Garland and Myers were traded too, which would open doors for others.
The trade deadline
As the first week of March approached, deadline day started bulging from the calendar. Who else would be on their way out? The trade-talk hot stove saw many, many names bandied about. If you played for the Canucks, it seemed a guarantee you would be in the conversation.
“It’s not the trade deadline if my name’s not out there,” Boeser quipped.
And then the deadline was over. Tensions eased. Teammates almost needed to reintroduce themselves to each other, now that they knew who would be around for the finish to the season.

San Jose Sharks center Alexander Wennberg and Vancouver Canucks defenceman Filip Hronek during NHL game Nov. 28, 2025, in San Jose, Calif.
New vibes
After the deadline, the team’s remaining vets looked at each other and said, essentially, enough. The likes of Boeser, Blueger, Marcus Pettersson, Filip Hronek and goalie Kevin Lankinen saw that this was a group that needed to forget its own identity. The younger players needed to feel that this was now their space.

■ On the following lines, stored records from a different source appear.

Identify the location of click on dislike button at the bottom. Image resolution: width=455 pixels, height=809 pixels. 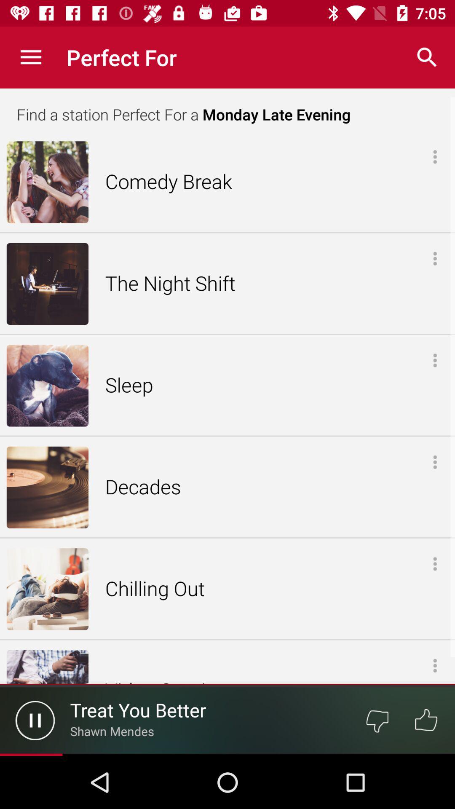
(378, 721).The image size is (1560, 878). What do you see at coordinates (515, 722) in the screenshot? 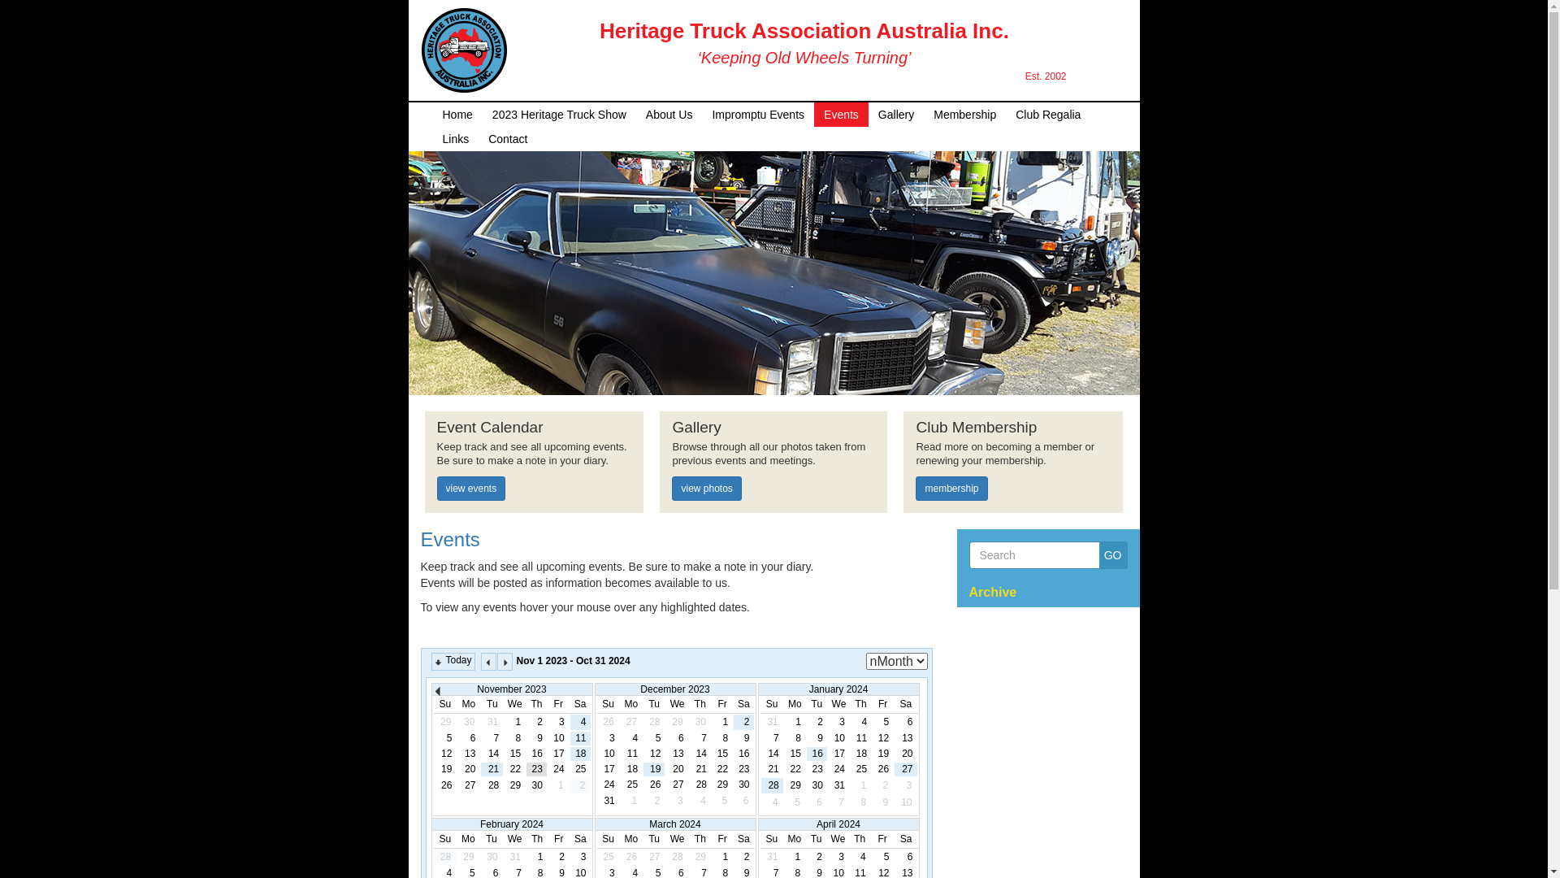
I see `1` at bounding box center [515, 722].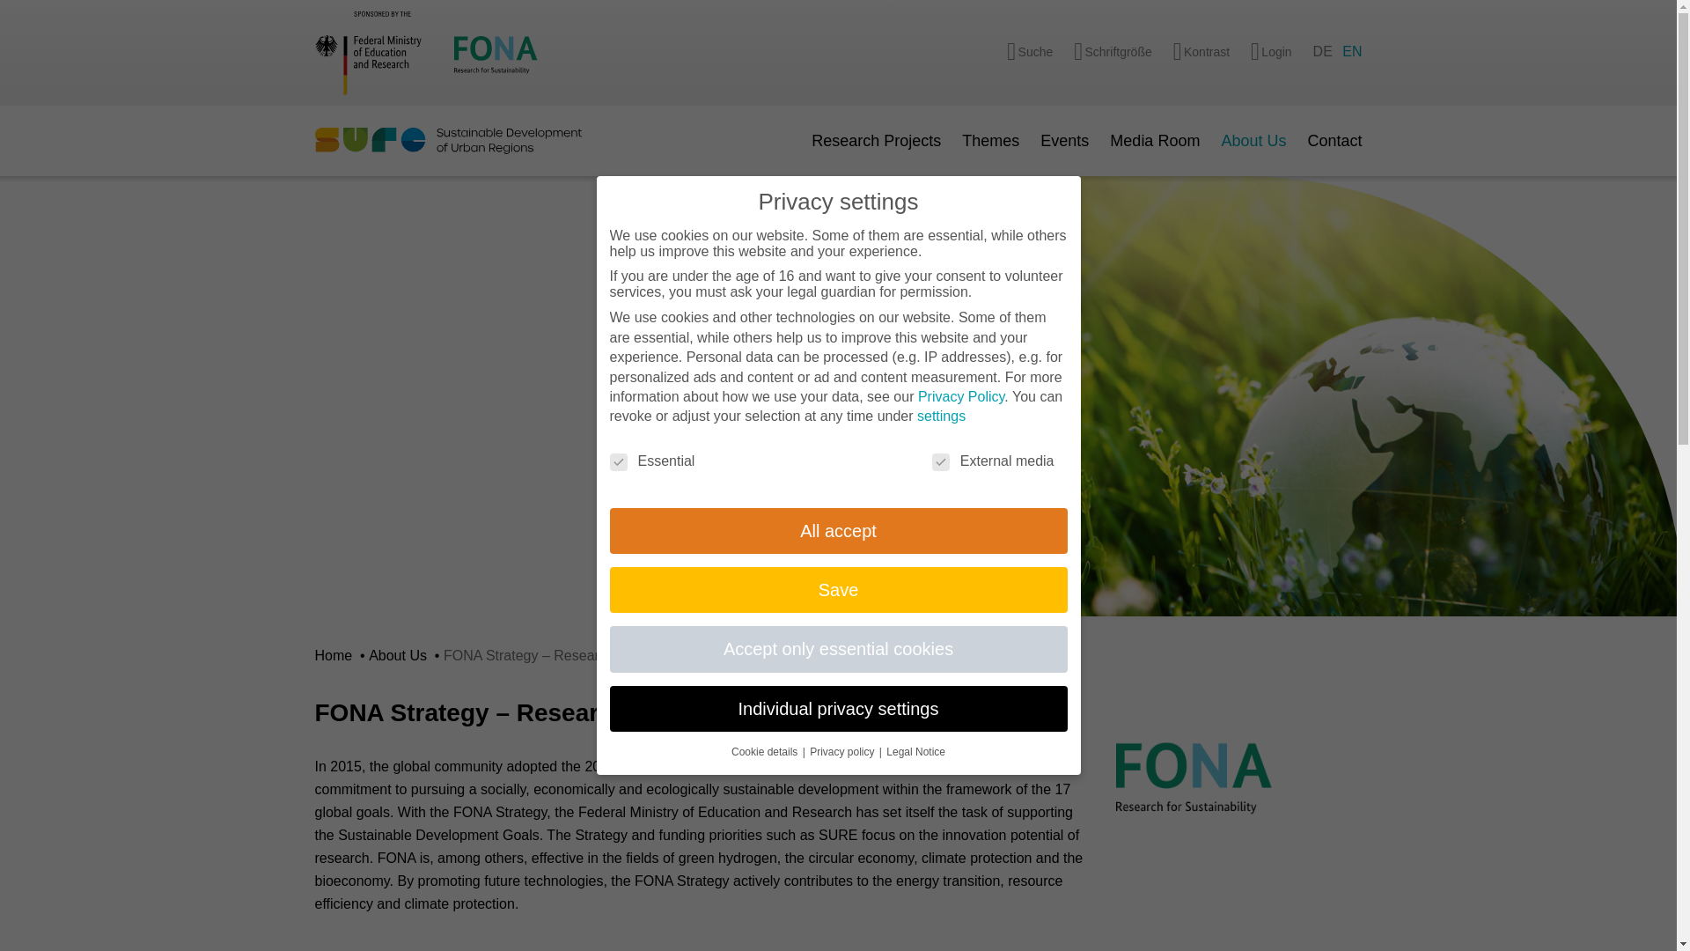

“We thought it was the right time to intervene a little bit and make sure we start building now, instead of letting the season slip away and then coming back, we already kind of set the standard, and hopefully this goes on,” Lankinen said. “There’s still a long ways to go,”
They picked out some topics, then turned to the whole room.
Lately, he said, he had been thinking about how things were in Pittsburgh, where he broke into the league. That team was two years removed from back-to-back Stanley Cups. There were a few things he realized that maybe he had taken for granted, things that he had realized were perhaps a little lacking as the current season wore on.
“Off-ice details,” he began. “The professionalism of timeliness, dress code, respect for training staff, respect for tidiness. All those little things.
“I think I was really lucky when I came into Pittsburgh … all those things were in place, and those were just the expectations. And I think all that discipline carries over and becomes discipline on the ice. It’s not just like getting along in the room, but making sure there’s a healthy respect for each other. And then you don’t have to be best friends, but you got to be willing to give up some of your own ego and wants in order for the team to benefit.”
“We had a meeting as a group, and there was something we talked about, some standards, just habits, what’s OK, what’s not OK,” one of those younger Canuck players, Linus Karlsson, noted. “And I think we’ve done a good job with that. And I think everyone has really, really listened.”
“The last 15 games, that was the closest I’ve felt at least in my time here, that everyone’s pulling the rope,” Sasson concluded.